The reason the PS2 was successful it was because it was very easy to unblock it and use pirated games.
The Dreamcast wasn't as easy as I can remember.
The reason the PS2 was successful it was because it was very easy to unblock it and use pirated games.
The Dreamcast wasn't as easy as I can remember.
It was much easier to pirate games on the Dreamcast - the copy protection was broken to the degree that you could burn a game to a CD-R and have it Just Work without modifying the console in any way. It being both a total piracy free-for-all and also a catastrophic commercial failure doesn't seem to fit what you're saying.
Not to say that easy piracy is necessarily a death sentence for a console, the DS succeeded in spite of ubiquitous and cheap flashcarts, but the Dreamcast shows it's not necessarily a path to success either. There are just more pertinent reasons for a system to sink or swim.
I think that it was a game player and a DVD player had more to do with the success of the thing. Oh and it plays psx games too.
I owned both. The graphics/games were of similar quality. Having a larger game storage gave the ps2 a decent advantage. The dreamcast seemed more interesting. But the PS2 had a better customer feature set.
In models built prior October 2000 - it was very easy, just boot up Utopia loader and then you were able to run any game from CD.
Lol what? You got it the other way around. Also out of the dozen or so friends in my friend group who had a PS2, none of us had a modded PS2 or pirated games.
The PS2 was popular on its own and it wasn't related to piracy.
What are you talking about? The Dreamcast didn't even have adequate copy protection. I switched my entire collection to backups at some point to preserve the integrity of the original discs.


What is needed – Print out the records precisely, keeping each line identical to its source.

Data supplied –
=== Begin Enclosure ===

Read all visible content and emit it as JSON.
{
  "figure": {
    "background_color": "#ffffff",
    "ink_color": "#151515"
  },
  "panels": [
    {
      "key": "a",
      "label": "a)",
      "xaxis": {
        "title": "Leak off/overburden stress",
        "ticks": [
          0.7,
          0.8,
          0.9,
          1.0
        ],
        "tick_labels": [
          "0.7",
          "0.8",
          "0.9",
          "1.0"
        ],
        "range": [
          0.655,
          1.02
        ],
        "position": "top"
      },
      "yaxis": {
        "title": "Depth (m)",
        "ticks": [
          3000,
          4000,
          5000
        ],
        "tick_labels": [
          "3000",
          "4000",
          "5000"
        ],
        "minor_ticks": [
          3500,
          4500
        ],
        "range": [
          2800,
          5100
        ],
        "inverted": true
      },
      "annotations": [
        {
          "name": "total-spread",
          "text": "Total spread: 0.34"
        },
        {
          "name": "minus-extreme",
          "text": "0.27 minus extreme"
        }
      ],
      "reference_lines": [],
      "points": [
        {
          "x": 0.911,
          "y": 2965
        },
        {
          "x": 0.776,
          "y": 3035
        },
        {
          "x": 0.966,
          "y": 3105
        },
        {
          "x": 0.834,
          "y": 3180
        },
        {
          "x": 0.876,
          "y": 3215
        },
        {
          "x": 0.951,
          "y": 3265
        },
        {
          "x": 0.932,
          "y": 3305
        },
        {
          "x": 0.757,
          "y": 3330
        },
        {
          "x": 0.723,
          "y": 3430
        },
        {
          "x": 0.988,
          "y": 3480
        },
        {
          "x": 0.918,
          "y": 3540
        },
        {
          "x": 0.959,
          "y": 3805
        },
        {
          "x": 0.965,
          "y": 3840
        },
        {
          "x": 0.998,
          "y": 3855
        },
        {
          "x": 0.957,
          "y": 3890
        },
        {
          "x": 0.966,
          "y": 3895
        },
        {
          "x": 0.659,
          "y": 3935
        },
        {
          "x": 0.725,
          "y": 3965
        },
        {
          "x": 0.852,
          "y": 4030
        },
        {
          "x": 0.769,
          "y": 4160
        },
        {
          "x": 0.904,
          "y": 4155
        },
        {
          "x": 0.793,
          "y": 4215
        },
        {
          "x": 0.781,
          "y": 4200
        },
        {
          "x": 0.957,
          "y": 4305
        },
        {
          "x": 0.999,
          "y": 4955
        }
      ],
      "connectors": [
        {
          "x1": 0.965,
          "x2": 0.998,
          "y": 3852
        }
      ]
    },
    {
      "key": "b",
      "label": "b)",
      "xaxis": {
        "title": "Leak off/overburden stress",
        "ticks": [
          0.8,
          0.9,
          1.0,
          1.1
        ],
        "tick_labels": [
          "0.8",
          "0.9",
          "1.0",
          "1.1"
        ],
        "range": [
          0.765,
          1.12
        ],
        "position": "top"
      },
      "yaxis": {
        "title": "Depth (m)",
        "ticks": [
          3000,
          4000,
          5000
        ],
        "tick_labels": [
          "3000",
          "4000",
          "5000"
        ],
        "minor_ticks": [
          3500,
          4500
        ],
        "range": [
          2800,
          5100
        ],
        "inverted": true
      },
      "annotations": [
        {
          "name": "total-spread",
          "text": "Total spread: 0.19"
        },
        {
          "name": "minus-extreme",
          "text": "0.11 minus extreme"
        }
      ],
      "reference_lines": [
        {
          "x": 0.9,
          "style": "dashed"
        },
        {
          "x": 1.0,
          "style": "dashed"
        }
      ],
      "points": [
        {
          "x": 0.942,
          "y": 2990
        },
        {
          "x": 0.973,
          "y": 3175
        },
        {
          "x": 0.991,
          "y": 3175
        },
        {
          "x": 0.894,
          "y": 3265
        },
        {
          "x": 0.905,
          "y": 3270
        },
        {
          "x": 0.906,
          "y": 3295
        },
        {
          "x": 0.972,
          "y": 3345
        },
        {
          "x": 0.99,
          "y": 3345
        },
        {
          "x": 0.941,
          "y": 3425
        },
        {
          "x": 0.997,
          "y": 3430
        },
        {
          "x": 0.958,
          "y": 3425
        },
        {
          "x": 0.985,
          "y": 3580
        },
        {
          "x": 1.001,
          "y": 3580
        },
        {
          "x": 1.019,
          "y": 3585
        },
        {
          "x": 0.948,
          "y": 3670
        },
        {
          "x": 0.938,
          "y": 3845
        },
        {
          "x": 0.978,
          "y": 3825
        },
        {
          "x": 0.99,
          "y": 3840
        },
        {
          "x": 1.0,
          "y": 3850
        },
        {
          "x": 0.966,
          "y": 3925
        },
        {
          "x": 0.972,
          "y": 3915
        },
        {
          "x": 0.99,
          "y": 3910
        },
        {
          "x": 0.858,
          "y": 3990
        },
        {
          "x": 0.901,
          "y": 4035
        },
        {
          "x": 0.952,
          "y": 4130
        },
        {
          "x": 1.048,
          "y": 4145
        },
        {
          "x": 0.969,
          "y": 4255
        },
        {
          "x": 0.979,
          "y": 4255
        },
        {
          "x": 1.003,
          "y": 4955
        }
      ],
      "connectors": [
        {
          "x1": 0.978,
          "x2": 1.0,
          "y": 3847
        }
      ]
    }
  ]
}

=== End Enclosure ===

Exercise result –
Read all visible content and emit it as JSON.
{
  "figure": {
    "background_color": "#ffffff",
    "ink_color": "#151515"
  },
  "panels": [
    {
      "key": "a",
      "label": "a)",
      "xaxis": {
        "title": "Leak off/overburden stress",
        "ticks": [
          0.7,
          0.8,
          0.9,
          1.0
        ],
        "tick_labels": [
          "0.7",
          "0.8",
          "0.9",
          "1.0"
        ],
        "range": [
          0.655,
          1.02
        ],
        "position": "top"
      },
      "yaxis": {
        "title": "Depth (m)",
        "ticks": [
          3000,
          4000,
          5000
        ],
        "tick_labels": [
          "3000",
          "4000",
          "5000"
        ],
        "minor_ticks": [
          3500,
          4500
        ],
        "range": [
          2800,
          5100
        ],
        "inverted": true
      },
      "annotations": [
        {
          "name": "total-spread",
          "text": "Total spread: 0.34"
        },
        {
          "name": "minus-extreme",
          "text": "0.27 minus extreme"
        }
      ],
      "reference_lines": [],
      "points": [
        {
          "x": 0.911,
          "y": 2965
        },
        {
          "x": 0.776,
          "y": 3035
        },
        {
          "x": 0.966,
          "y": 3105
        },
        {
          "x": 0.834,
          "y": 3180
        },
        {
          "x": 0.876,
          "y": 3215
        },
        {
          "x": 0.951,
          "y": 3265
        },
        {
          "x": 0.932,
          "y": 3305
        },
        {
          "x": 0.757,
          "y": 3330
        },
        {
          "x": 0.723,
          "y": 3430
        },
        {
          "x": 0.988,
          "y": 3480
        },
        {
          "x": 0.918,
          "y": 3540
        },
        {
          "x": 0.959,
          "y": 3805
        },
        {
          "x": 0.965,
          "y": 3840
        },
        {
          "x": 0.998,
          "y": 3855
        },
        {
          "x": 0.957,
          "y": 3890
        },
        {
          "x": 0.966,
          "y": 3895
        },
        {
          "x": 0.659,
          "y": 3935
        },
        {
          "x": 0.725,
          "y": 3965
        },
        {
          "x": 0.852,
          "y": 4030
        },
        {
          "x": 0.769,
          "y": 4160
        },
        {
          "x": 0.904,
          "y": 4155
        },
        {
          "x": 0.793,
          "y": 4215
        },
        {
          "x": 0.781,
          "y": 4200
        },
        {
          "x": 0.957,
          "y": 4305
        },
        {
          "x": 0.999,
          "y": 4955
        }
      ],
      "connectors": [
        {
          "x1": 0.965,
          "x2": 0.998,
          "y": 3852
        }
      ]
    },
    {
      "key": "b",
      "label": "b)",
      "xaxis": {
        "title": "Leak off/overburden stress",
        "ticks": [
          0.8,
          0.9,
          1.0,
          1.1
        ],
        "tick_labels": [
          "0.8",
          "0.9",
          "1.0",
          "1.1"
        ],
        "range": [
          0.765,
          1.12
        ],
        "position": "top"
      },
      "yaxis": {
        "title": "Depth (m)",
        "ticks": [
          3000,
          4000,
          5000
        ],
        "tick_labels": [
          "3000",
          "4000",
          "5000"
        ],
        "minor_ticks": [
          3500,
          4500
        ],
        "range": [
          2800,
          5100
        ],
        "inverted": true
      },
      "annotations": [
        {
          "name": "total-spread",
          "text": "Total spread: 0.19"
        },
        {
          "name": "minus-extreme",
          "text": "0.11 minus extreme"
        }
      ],
      "reference_lines": [
        {
          "x": 0.9,
          "style": "dashed"
        },
        {
          "x": 1.0,
          "style": "dashed"
        }
      ],
      "points": [
        {
          "x": 0.942,
          "y": 2990
        },
        {
          "x": 0.973,
          "y": 3175
        },
        {
          "x": 0.991,
          "y": 3175
        },
        {
          "x": 0.894,
          "y": 3265
        },
        {
          "x": 0.905,
          "y": 3270
        },
        {
          "x": 0.906,
          "y": 3295
        },
        {
          "x": 0.972,
          "y": 3345
        },
        {
          "x": 0.99,
          "y": 3345
        },
        {
          "x": 0.941,
          "y": 3425
        },
        {
          "x": 0.997,
          "y": 3430
        },
        {
          "x": 0.958,
          "y": 3425
        },
        {
          "x": 0.985,
          "y": 3580
        },
        {
          "x": 1.001,
          "y": 3580
        },
        {
          "x": 1.019,
          "y": 3585
        },
        {
          "x": 0.948,
          "y": 3670
        },
        {
          "x": 0.938,
          "y": 3845
        },
        {
          "x": 0.978,
          "y": 3825
        },
        {
          "x": 0.99,
          "y": 3840
        },
        {
          "x": 1.0,
          "y": 3850
        },
        {
          "x": 0.966,
          "y": 3925
        },
        {
          "x": 0.972,
          "y": 3915
        },
        {
          "x": 0.99,
          "y": 3910
        },
        {
          "x": 0.858,
          "y": 3990
        },
        {
          "x": 0.901,
          "y": 4035
        },
        {
          "x": 0.952,
          "y": 4130
        },
        {
          "x": 1.048,
          "y": 4145
        },
        {
          "x": 0.969,
          "y": 4255
        },
        {
          "x": 0.979,
          "y": 4255
        },
        {
          "x": 1.003,
          "y": 4955
        }
      ],
      "connectors": [
        {
          "x1": 0.978,
          "x2": 1.0,
          "y": 3847
        }
      ]
    }
  ]
}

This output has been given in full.